Peoria itself is not yet suffering much. The city’s productivity is among the highest in the Midwest and it has largely been spared the foreclosures associated with the subprime mortgage crisis. While manufacturing remains the backbone of its economy, a healthcare boom has diversified employment. Nevertheless, Bernard Goiteen of the Center for Business and Economic Research at Bradley University in Peoria says local leading economic indicators suggest growth is slowing: in the third quarter of last year, job openings fell 6 per cent from the previous quarter, building permits were down by 25 per cent and new unemployment claims rose by 23 per cent.
These data may be a worrying signal for the Midwest and the broader US. The region represents about 25-30 per cent of the national economy, says Bill Testa, senior economist at the Chicago Federal Reserve. In spite of years of job cuts and international outsourcing, it is still manufacturing-intensive. Much of that manufacturing is of durable goods, a sector sensitive to downturns.
Across the street from the Madison, in the elegant ballroom of the Père Marquette hotel, the Peoria County Republican party held its annual Lincoln Day Dinner on Sunday night. Over chicken cordon bleu and Black Forest gateau, the talk was of volatile stock markets. “Sure, I’m worried about it – I’ve lost a couple of hundred thousand dollars in the past few weeks,” said Merle Widmer, vice-chairman of the Peoria county board.
On the other side of the Illinois river, in Caterpillar’s tractor plant in East Peoria, the issues are somewhat different. Steve Sanneman, who instals engines on the production line, says higher petrol and food prices mean he and his family are struggling to get by. “My biggest expense is just keeping a roof over our heads,” he says. “I’m working from pay cheque to pay cheque.” Mr Sanneman says the economy will determine his vote but has no great confidence in any of the candidates. “They talk a mean battle about the lower middle class but I don’t think they have a clue about what it’s like.”
Jim McConnoughey, head of the Peoria Chamber of Commerce and one of three candidates competing for the Republican nomination in Illinois’ 18th Congressional district, says economic issues are on the minds of most Peorians. “Rural voters are worried about higher revenues falling, young people are moving to take up jobs elsewhere and the growth of smaller manufacturers has elevated the issue of economic security.”
That view is echoed by Billy Halstead, chairman of the Peoria County Democratic party. “The economy is one of the top issues we’re hearing on the doorstep – what with the housing market the way it is – and we’re using it as a campaign tool. Unemployment isn’t high yet but a lot of our blue-collar manufacturing jobs that used to be in the city have gone.”

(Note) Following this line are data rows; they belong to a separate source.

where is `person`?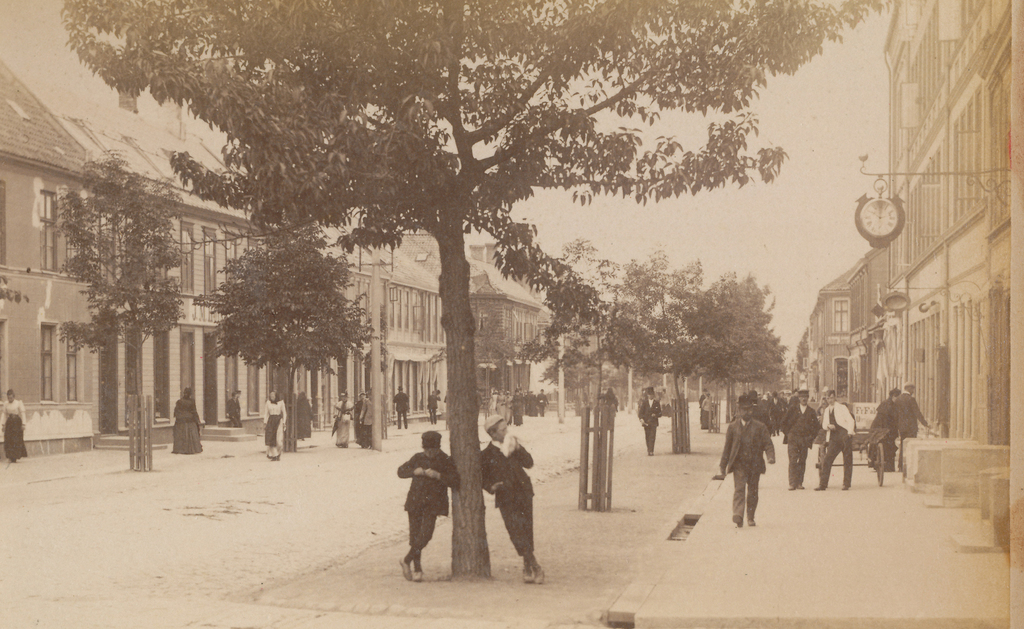
box=[391, 386, 412, 430].
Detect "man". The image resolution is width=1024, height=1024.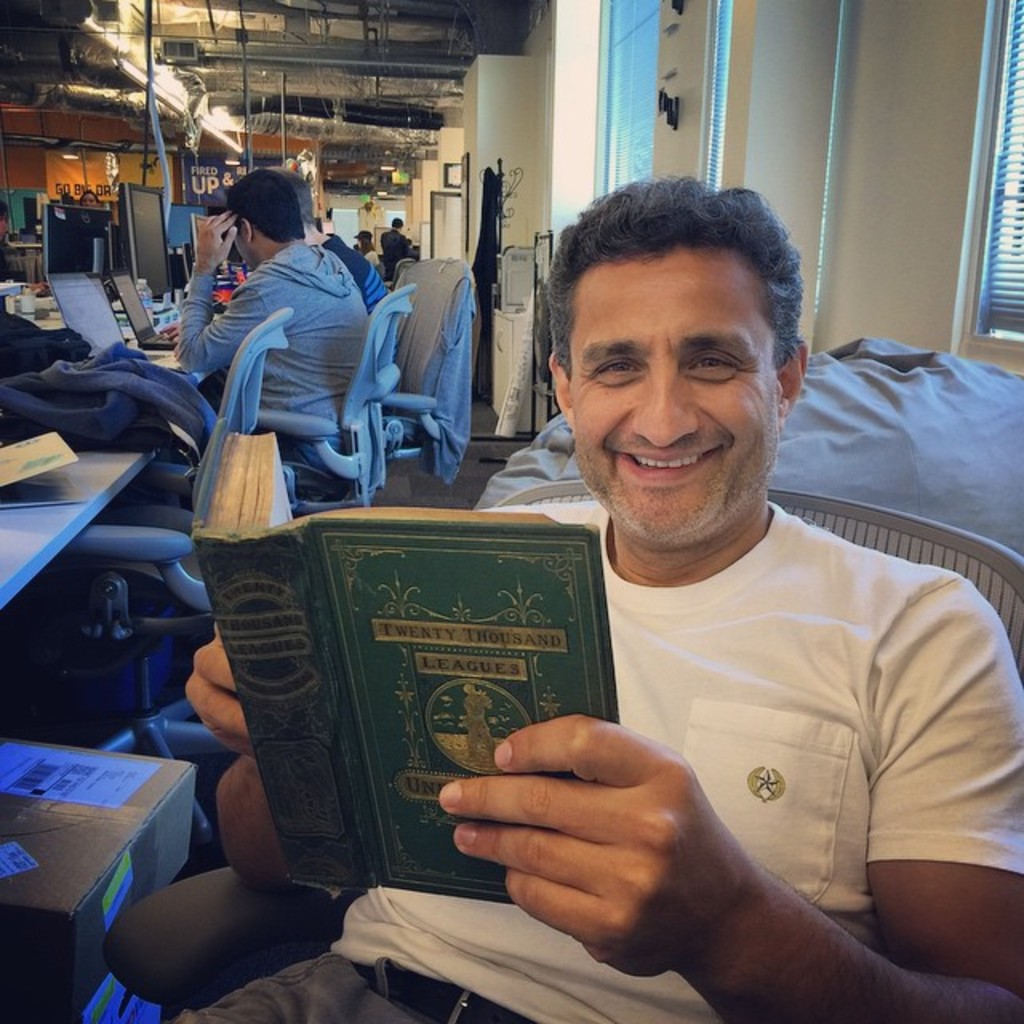
l=144, t=171, r=1022, b=1022.
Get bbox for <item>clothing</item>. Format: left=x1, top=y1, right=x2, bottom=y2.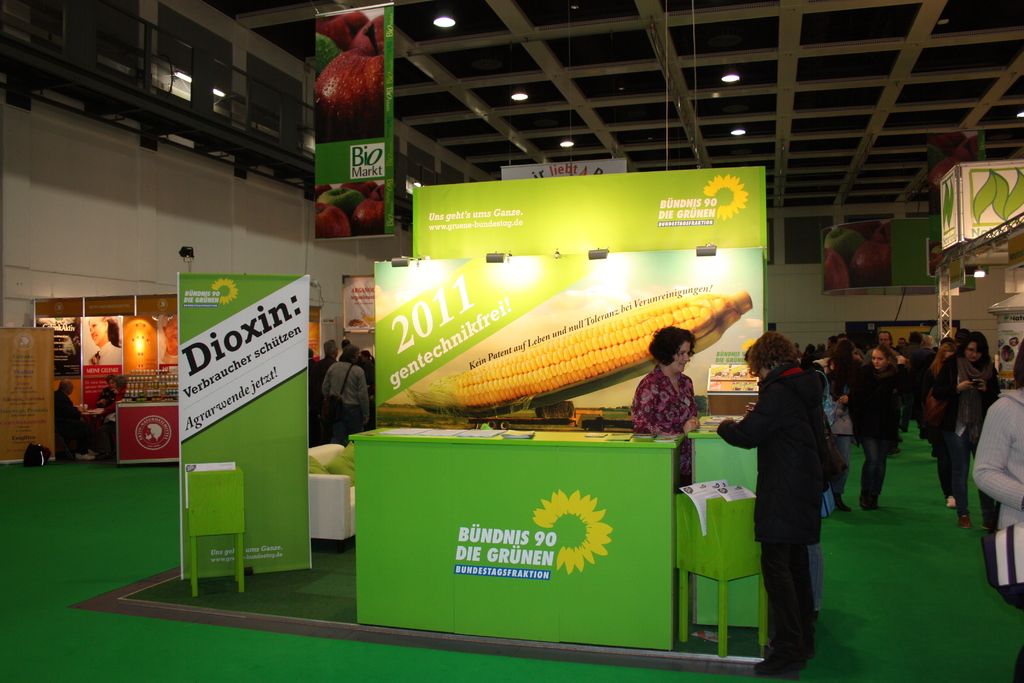
left=858, top=349, right=909, bottom=486.
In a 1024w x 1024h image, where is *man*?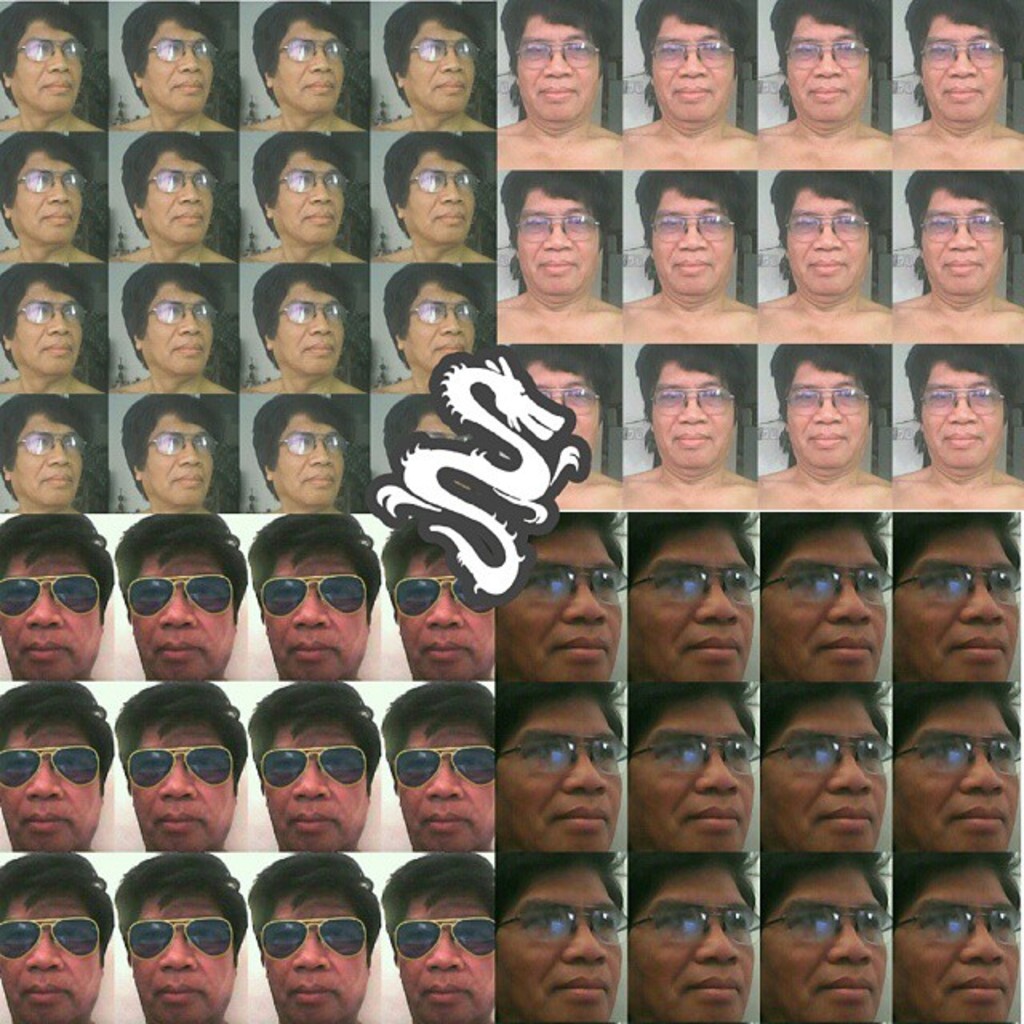
locate(387, 389, 466, 469).
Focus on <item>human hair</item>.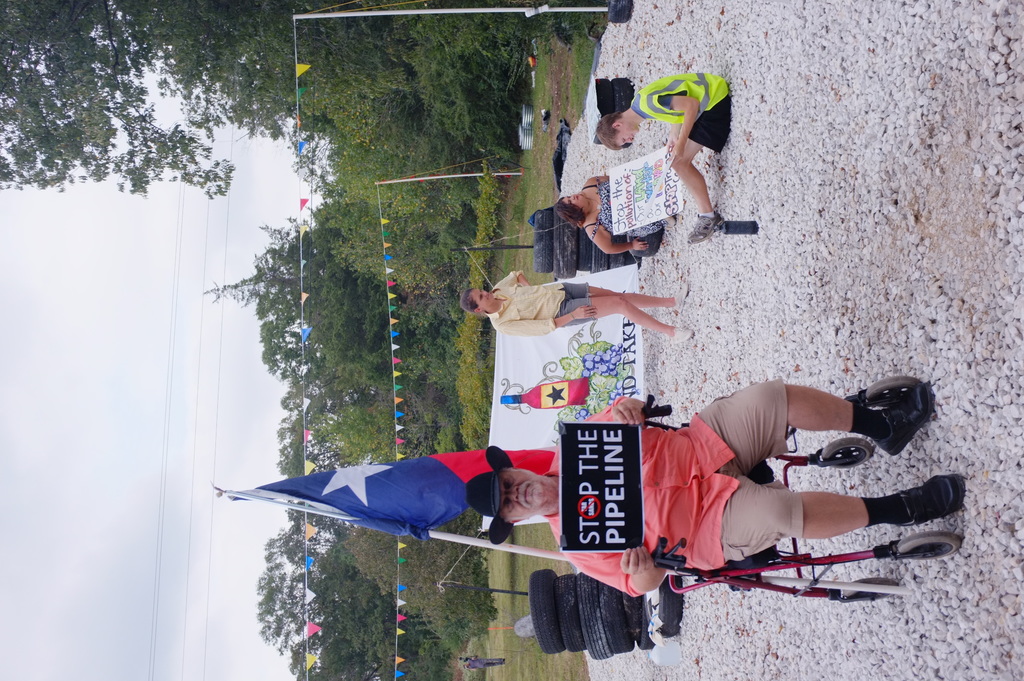
Focused at pyautogui.locateOnScreen(556, 191, 586, 232).
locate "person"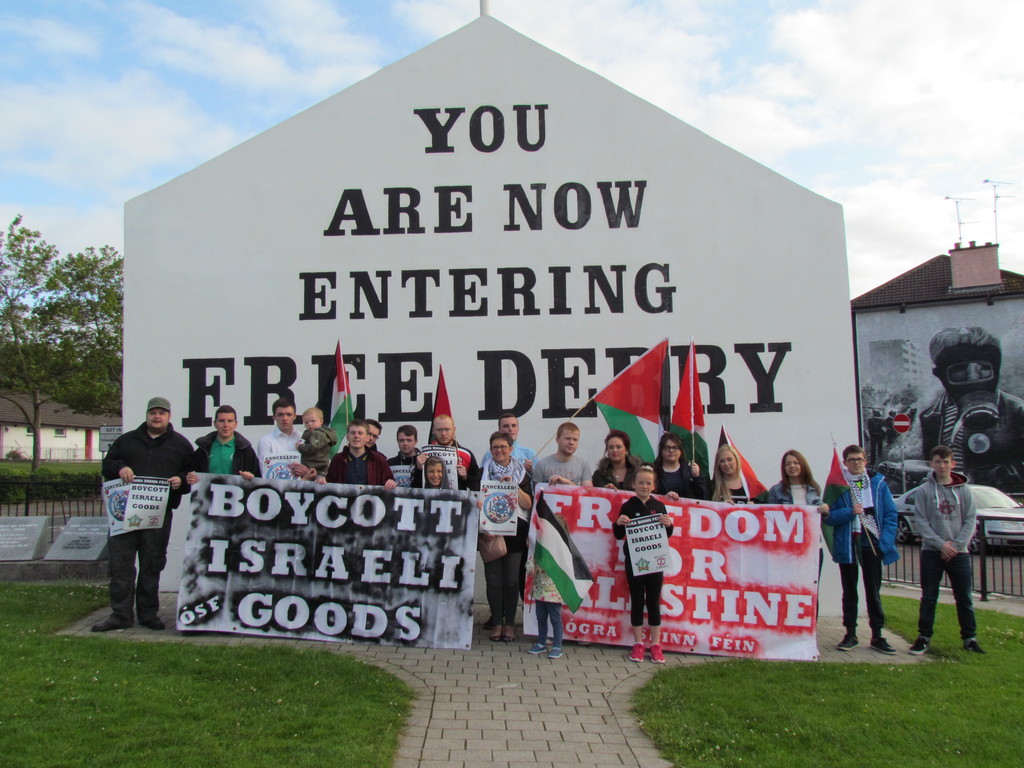
pyautogui.locateOnScreen(484, 415, 536, 487)
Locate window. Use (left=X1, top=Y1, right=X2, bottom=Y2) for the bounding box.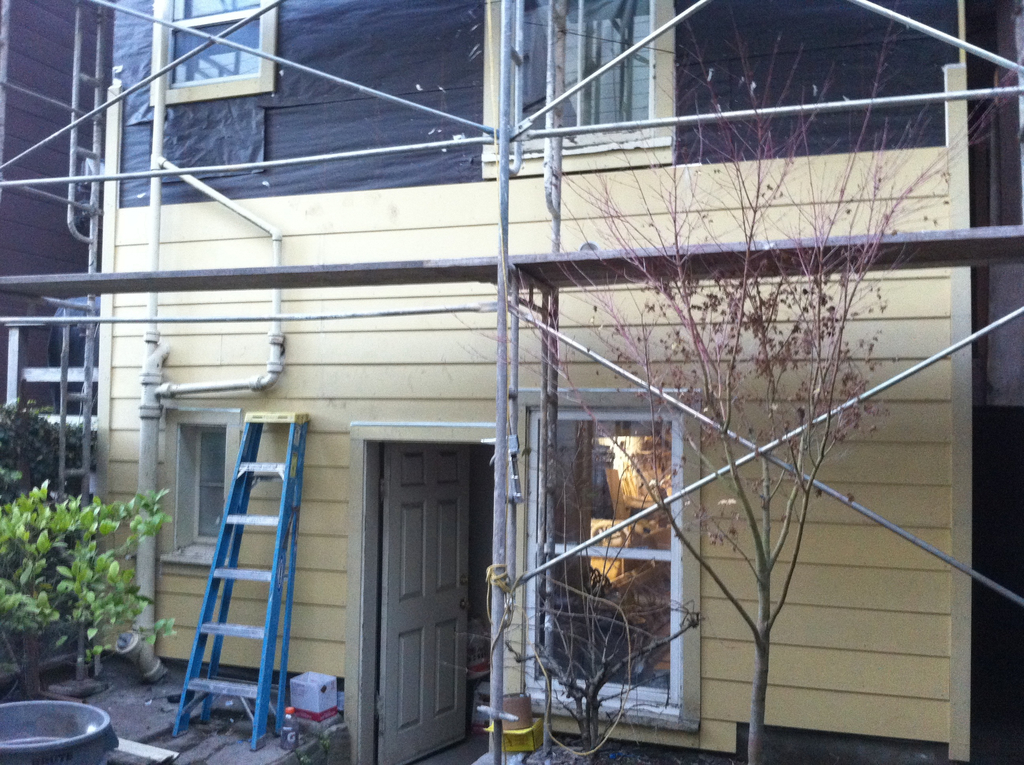
(left=147, top=0, right=278, bottom=104).
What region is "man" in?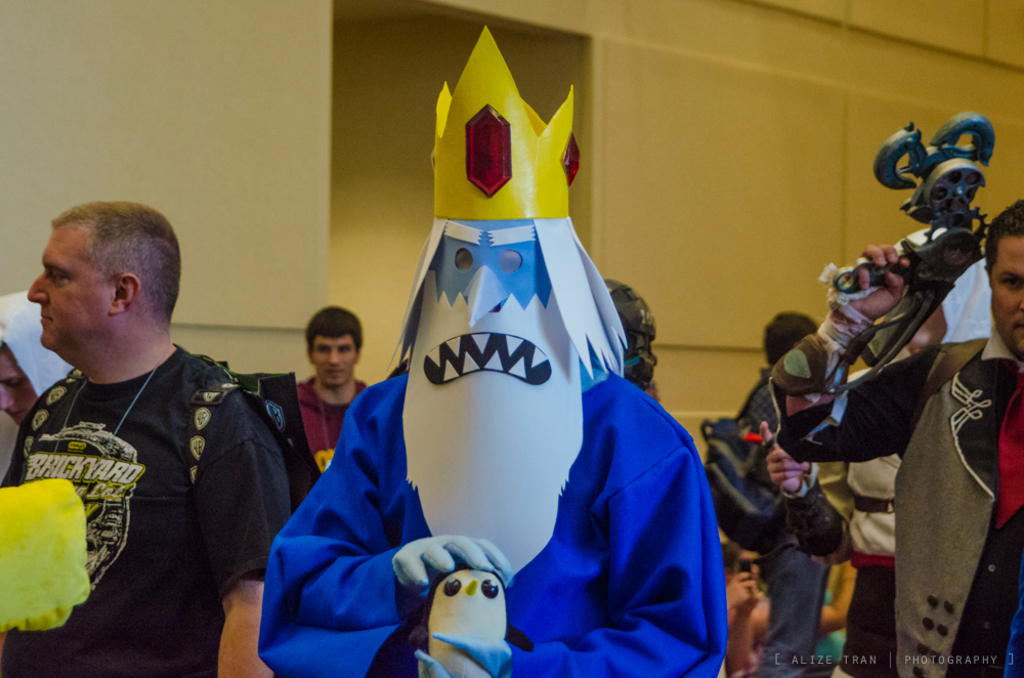
266, 304, 369, 489.
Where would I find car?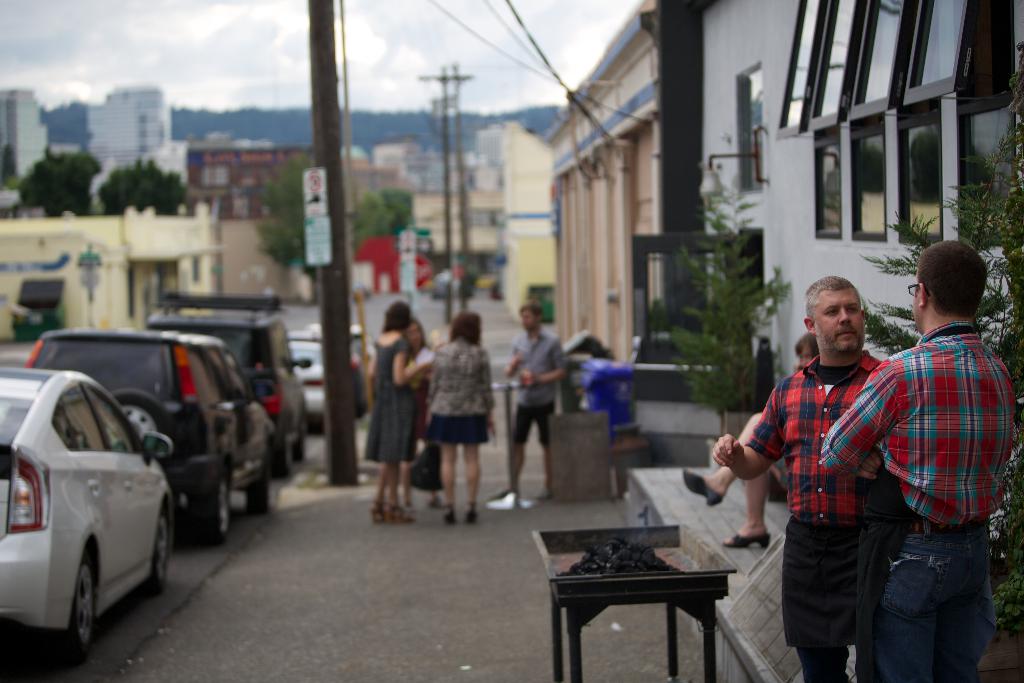
At x1=432 y1=274 x2=452 y2=302.
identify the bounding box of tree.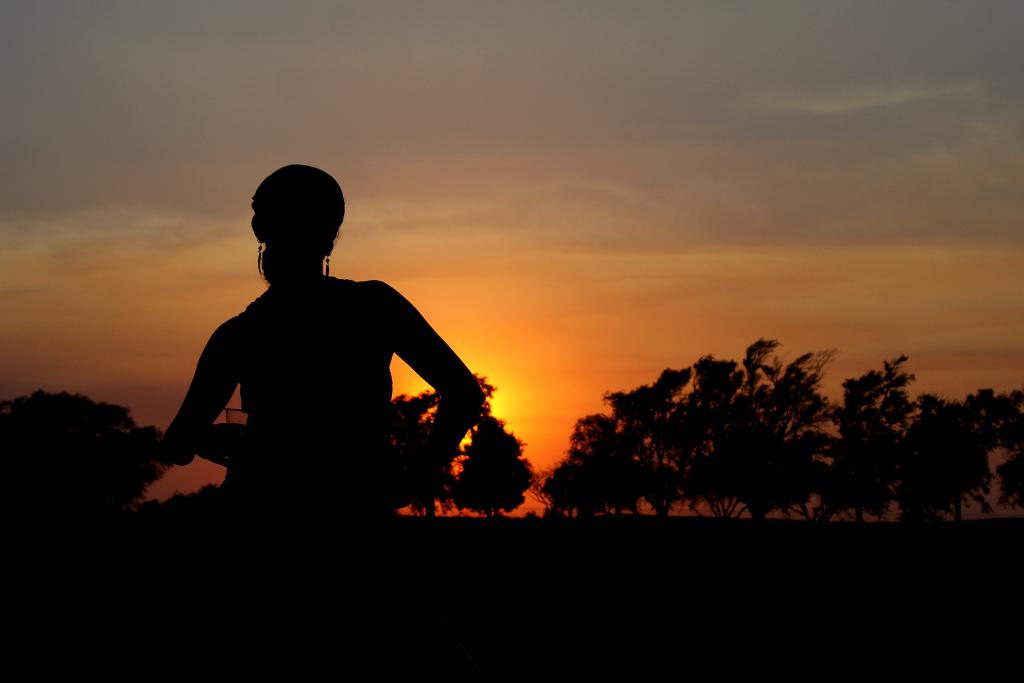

In Illinois, it is hard to see the economy changing the outcome of the Democratic primary. Barack Obama, who represents the state in the US Senate, has an insurmountable lead. But it could help Mitt Romney – who has pledged to fight for jobs in the industrial heartland – in the Republican primary.
At Northwoods mall in central Peoria, Brianna Brignall, a student, is working her shift at a concession selling calendars featuring John McCain, Rudolph Giuliani, Hillary Clinton and Mr Obama. When asked which has sold the most, she giggles and points to one featuring a confused-looking President George W. Bush. Called “I can’t wait”, it counts down the days until Mr Bush leaves office. “I guess a lot of people will just be glad to see him go,” she says.